- Software Reuse
- Software Product Lines
- Modeling Requirements Variability in Software Product Lines: Feature Modeling
- Modeling Design Variability in Software Product Lines
- Reusable Design Patterns
- Modeling Single Systems with UML
- COMET: A UML-Based Software Design Method for Single Systems
- Modeling Software Product Lines with UML
- UML as a Standard
- Related Texts
- Summary
1.2 Software Product Lines
The most promising approach for architecture reuse is to develop a product line architecture, which explicitly captures the commonality and variability in the family of systems that constitutes the product line. Various terms are used to refer to a software product line. A software product line is also referred to as a software product family, a family of systems, or an application domain. The terms used most often in the early days of this field were domain analysis (Prieto-Diaz 1987) and domain modeling. The architectures developed for application domains were referred to as domain models or domain-specific software architectures (Gomaa 1995).
Parnas referred to a collection of systems that share common characteristics as a family of systems (Parnas 1979). According to Parnas, it is worth considering the development of a family of systems when there is more to be gained by analyzing the systems collectively rather than separatelythat is, when the systems have more features in common than features that distinguish them. A family of systems is now referred to as a software product line or a software product family. Some approaches attempt to differentiate between these two terms. This book, in common with other approaches, does not differentiate between the terms software product line and software product family, assuming that they both refer to a family of systems.
The architecture for a software product line is the architecture for a family of products. Some product line development approaches provide a generic architecture, or reference model, for the product line, which depicts the commonality of the product line but ignores all the variability. Each application starts with the generic architecture and adapts it manually as required. Although this approach provides a better starting point in comparison to developing a system without any reuse, it fails to capture any knowledge about the variability in the product family.
A more desirable approach is to explicitly model both what is common and what is different in the product family. A software product line architecture should therefore describe both the commonality and variability in the family. Depending on the development approach used (functional or object-oriented), the product line commonality is described in terms of common modules, classes, or components, and the product line variability is described in terms of optional or variant modules, classes, or components.
The term application engineering refers to the process of tailoring and configuring the product family architecture and components to create a specific application, which is a member of the product family.
1.2.1 Modeling Variability in Software Product Lines
Modeling commonality and variability is an important activity in developing software product lines. Early advocates of product line development included proponents of the FAST (Family-Oriented Abstraction, Specification, and Translation) approach and its predecessors (Coplien et al. 1998; Weiss and Lai 1999), work at the Software Engineering Institute (Clements and Northrop 2002; Cohen and Northrop 1998; Kang et al. 1990), work at the Software Productivity Consortium (Pyster 1990), and the EDLC (Evolutionary Domain Life Cycle) approach (Gomaa 1995; Gomaa and Farrukh 1999; Gomaa and O'Hara 1998; Gomaa, Kerschberg, et al. 1996). Jacobson et al. (1997) introduced the concept of variation points as a way to model variability in use cases and UML.
Variability in a software product line can be modeled at the software requirements level and at the software design level. The most widely used approach for modeling variability in requirements is through feature modeling, as described next.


**EXERCISE**
Filter the data below for the string "JSON" and copy each matching line.

**RECORDS TO USE**
::::::::

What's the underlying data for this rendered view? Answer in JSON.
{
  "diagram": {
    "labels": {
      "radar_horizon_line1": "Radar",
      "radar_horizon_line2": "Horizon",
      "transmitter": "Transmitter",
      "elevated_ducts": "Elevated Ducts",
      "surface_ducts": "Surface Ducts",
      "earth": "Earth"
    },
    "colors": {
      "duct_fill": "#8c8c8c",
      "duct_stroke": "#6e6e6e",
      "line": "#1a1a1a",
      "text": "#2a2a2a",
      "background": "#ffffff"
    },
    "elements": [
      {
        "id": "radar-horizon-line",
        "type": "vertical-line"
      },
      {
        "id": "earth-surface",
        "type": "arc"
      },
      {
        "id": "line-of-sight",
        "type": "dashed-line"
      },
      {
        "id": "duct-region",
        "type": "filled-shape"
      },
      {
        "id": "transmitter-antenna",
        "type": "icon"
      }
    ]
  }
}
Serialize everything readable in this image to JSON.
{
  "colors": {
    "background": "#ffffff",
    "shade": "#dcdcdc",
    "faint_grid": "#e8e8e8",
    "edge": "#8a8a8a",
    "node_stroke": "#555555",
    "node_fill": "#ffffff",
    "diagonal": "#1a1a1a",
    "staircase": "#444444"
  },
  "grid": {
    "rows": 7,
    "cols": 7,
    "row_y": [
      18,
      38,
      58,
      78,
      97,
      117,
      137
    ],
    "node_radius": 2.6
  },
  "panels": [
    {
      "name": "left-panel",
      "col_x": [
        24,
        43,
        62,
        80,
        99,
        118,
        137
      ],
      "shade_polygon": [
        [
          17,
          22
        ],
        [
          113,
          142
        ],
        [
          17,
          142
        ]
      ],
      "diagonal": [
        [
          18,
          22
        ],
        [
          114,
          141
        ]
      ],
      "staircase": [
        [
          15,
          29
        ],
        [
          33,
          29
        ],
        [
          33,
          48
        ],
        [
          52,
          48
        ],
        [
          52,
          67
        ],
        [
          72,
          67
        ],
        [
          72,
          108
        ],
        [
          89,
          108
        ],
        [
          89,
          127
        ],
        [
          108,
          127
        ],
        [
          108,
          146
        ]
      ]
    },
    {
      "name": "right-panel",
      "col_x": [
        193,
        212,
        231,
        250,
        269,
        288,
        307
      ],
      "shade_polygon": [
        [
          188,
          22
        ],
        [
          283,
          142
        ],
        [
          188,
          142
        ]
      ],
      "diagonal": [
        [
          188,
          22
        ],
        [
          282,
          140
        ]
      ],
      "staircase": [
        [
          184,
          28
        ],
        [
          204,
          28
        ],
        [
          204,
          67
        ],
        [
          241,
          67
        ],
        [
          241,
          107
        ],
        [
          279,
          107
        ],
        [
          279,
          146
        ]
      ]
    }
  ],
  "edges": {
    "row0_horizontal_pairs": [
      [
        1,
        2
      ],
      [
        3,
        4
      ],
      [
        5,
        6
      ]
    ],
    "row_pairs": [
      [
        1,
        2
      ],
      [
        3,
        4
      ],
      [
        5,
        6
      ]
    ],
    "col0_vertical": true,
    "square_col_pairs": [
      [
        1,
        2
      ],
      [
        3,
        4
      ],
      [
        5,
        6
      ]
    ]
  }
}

::::::::

**SOLUTION FOR THIS EXERCISE**
What's the underlying data for this rendered view? Answer in JSON.
Serialize everything readable in this image to JSON.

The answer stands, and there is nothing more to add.